An Interesting Detail
by Kimberly Campanello
Genres: PoetryPages: 80
Rating:
Synopsis:An important and timely collection spanning time and space, pain and power, from an innovative poetic voice
The poems in An Interesting Detail confront our shared, layered past (both planetary and human) and its knotty relationship to the present, stretching from today to prehistory, in a voice that is knowing and yearning, sincere and sardonic, and at times defiant. Campanello's prose poems, brief lyric outbursts, and poetic sequences ludically navigate catastrophe and sweep us up in the minutiae of everyday life, which includes pain and illness, machinations of power and moments of suspended connection.
Kimberly Campanello’s An Interesting Detail was a random choice from the National Poetry Library’s catalogue, which I’m using to help me try out new poets and broaden my horizons a bit.
The collection is mostly made up of prose poetry, and unfortunately I’m not a fan of the style at all: there are some interesting images, linked by non-sequiturs, and I found that deeply frustrating. It felt disjointed for the sake of being disjointed, unintelligible for the sake of being unintelligible, and I just couldn’t get into it — in theory, I like prose poems (and have always liked writing them), but these just felt like they went nowhere.
As ever, since this is poetry, it could be a defect on my part — failing to understand the poet, or what the poem in question was trying to do. Still, not my thing.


• _Exercise_
Beginning with the line that holds "Identify the location of div: Managed." and ending with the last line below, repeat each line exactly, leaving any pictures out.

• _Records for this task_
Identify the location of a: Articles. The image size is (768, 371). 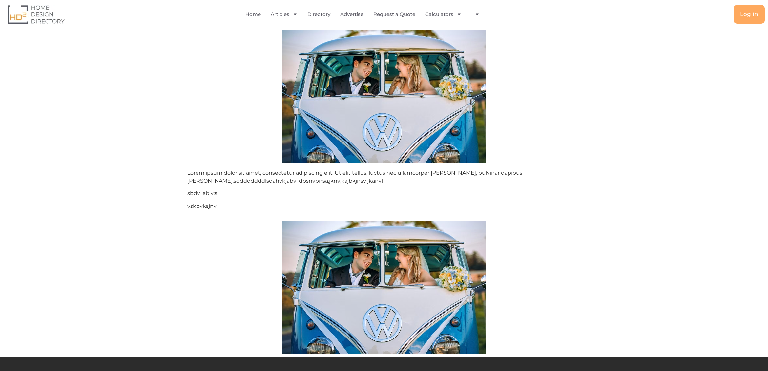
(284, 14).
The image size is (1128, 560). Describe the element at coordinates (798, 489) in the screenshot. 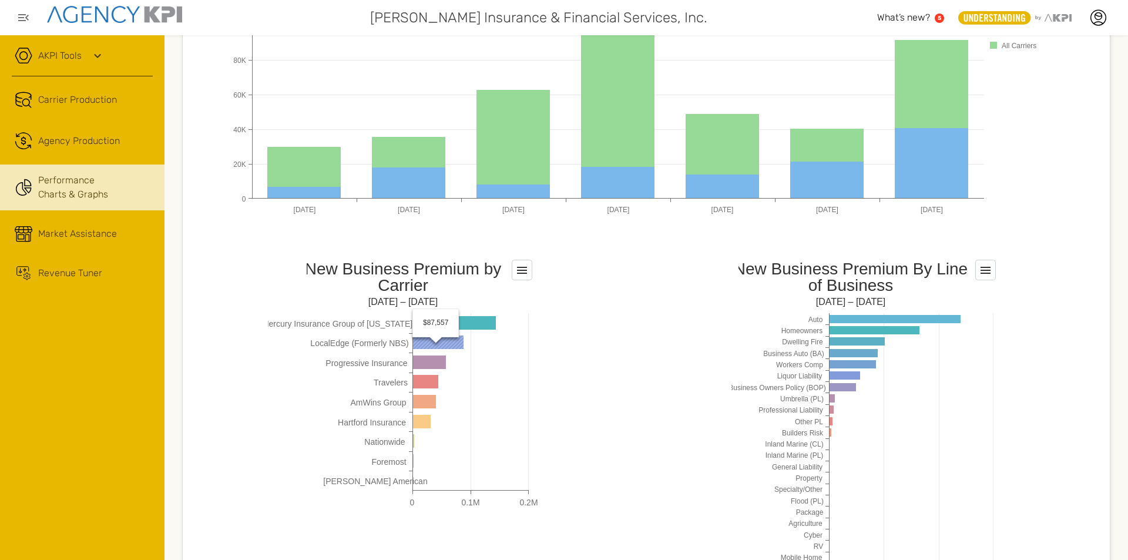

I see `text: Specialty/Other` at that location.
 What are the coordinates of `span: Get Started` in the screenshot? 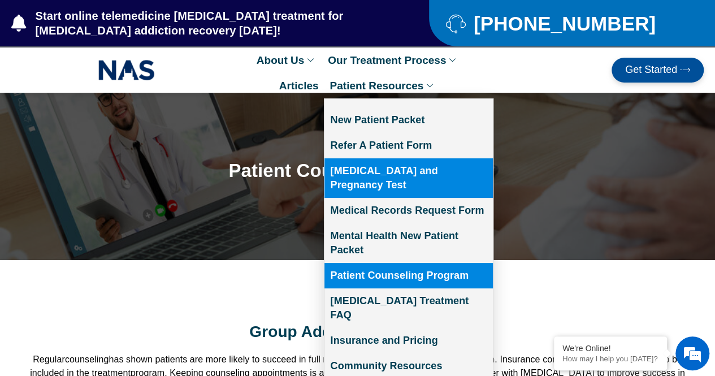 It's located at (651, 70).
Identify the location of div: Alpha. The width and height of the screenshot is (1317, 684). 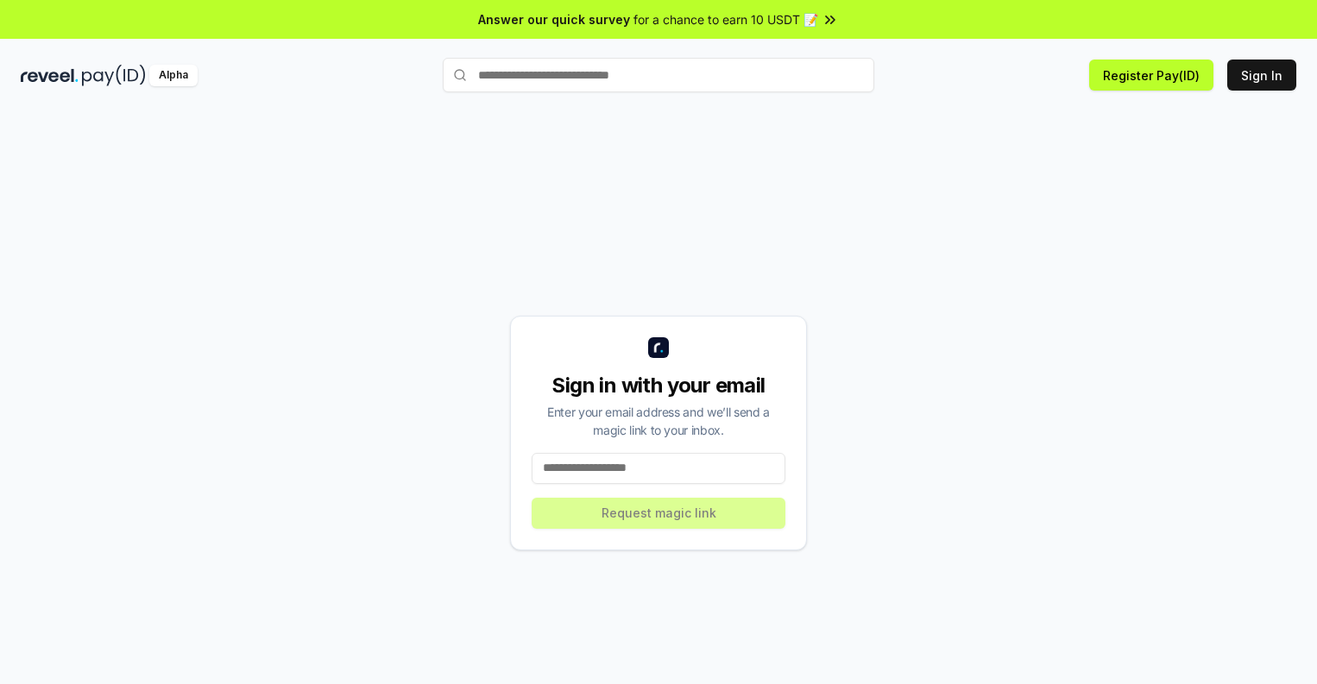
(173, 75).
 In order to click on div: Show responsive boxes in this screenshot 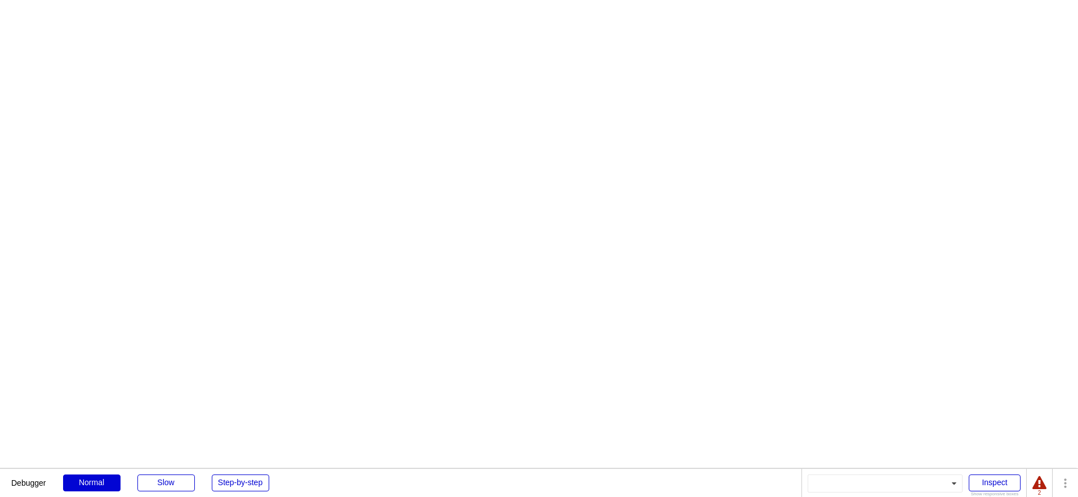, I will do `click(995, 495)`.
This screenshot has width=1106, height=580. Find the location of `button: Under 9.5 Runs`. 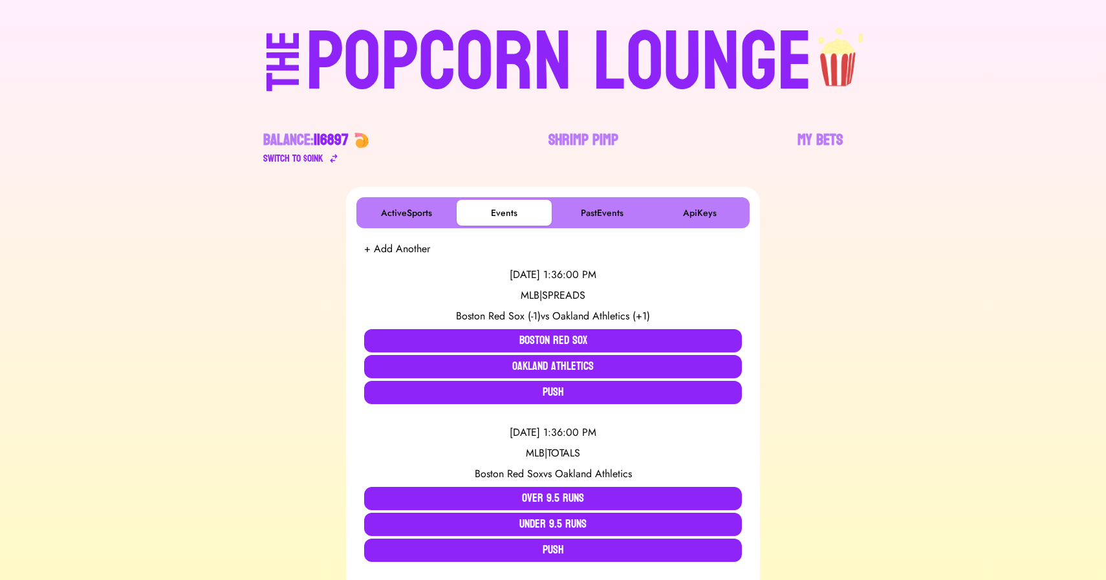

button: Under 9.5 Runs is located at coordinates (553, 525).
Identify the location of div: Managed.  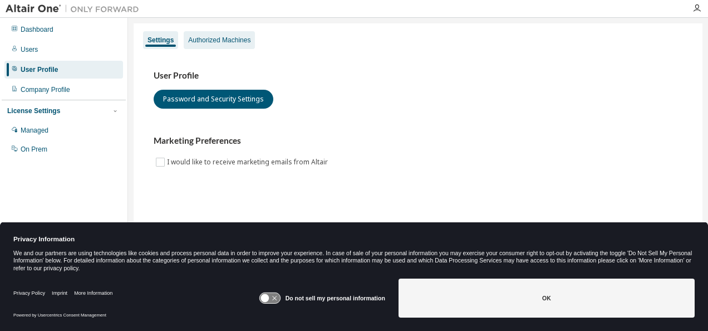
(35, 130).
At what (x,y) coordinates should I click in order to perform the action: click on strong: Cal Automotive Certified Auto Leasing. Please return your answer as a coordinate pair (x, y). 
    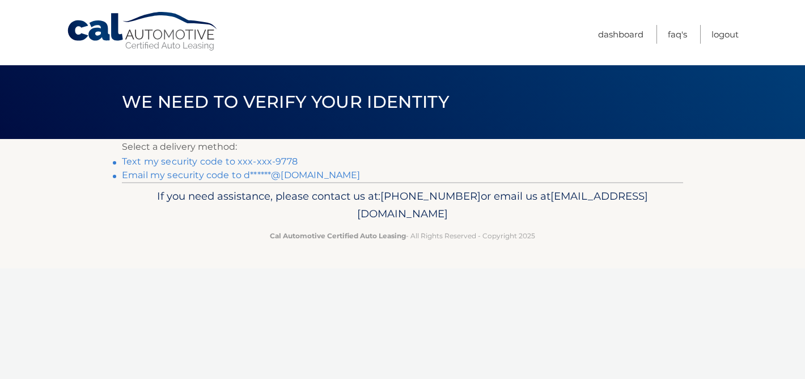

• _Solution_
Identify the location of div: Managed.  
(35, 130).
At what (x,y) coordinates should I click in order to perform the action: click on strong: Cal Automotive Certified Auto Leasing. Please return your answer as a coordinate pair (x, y). 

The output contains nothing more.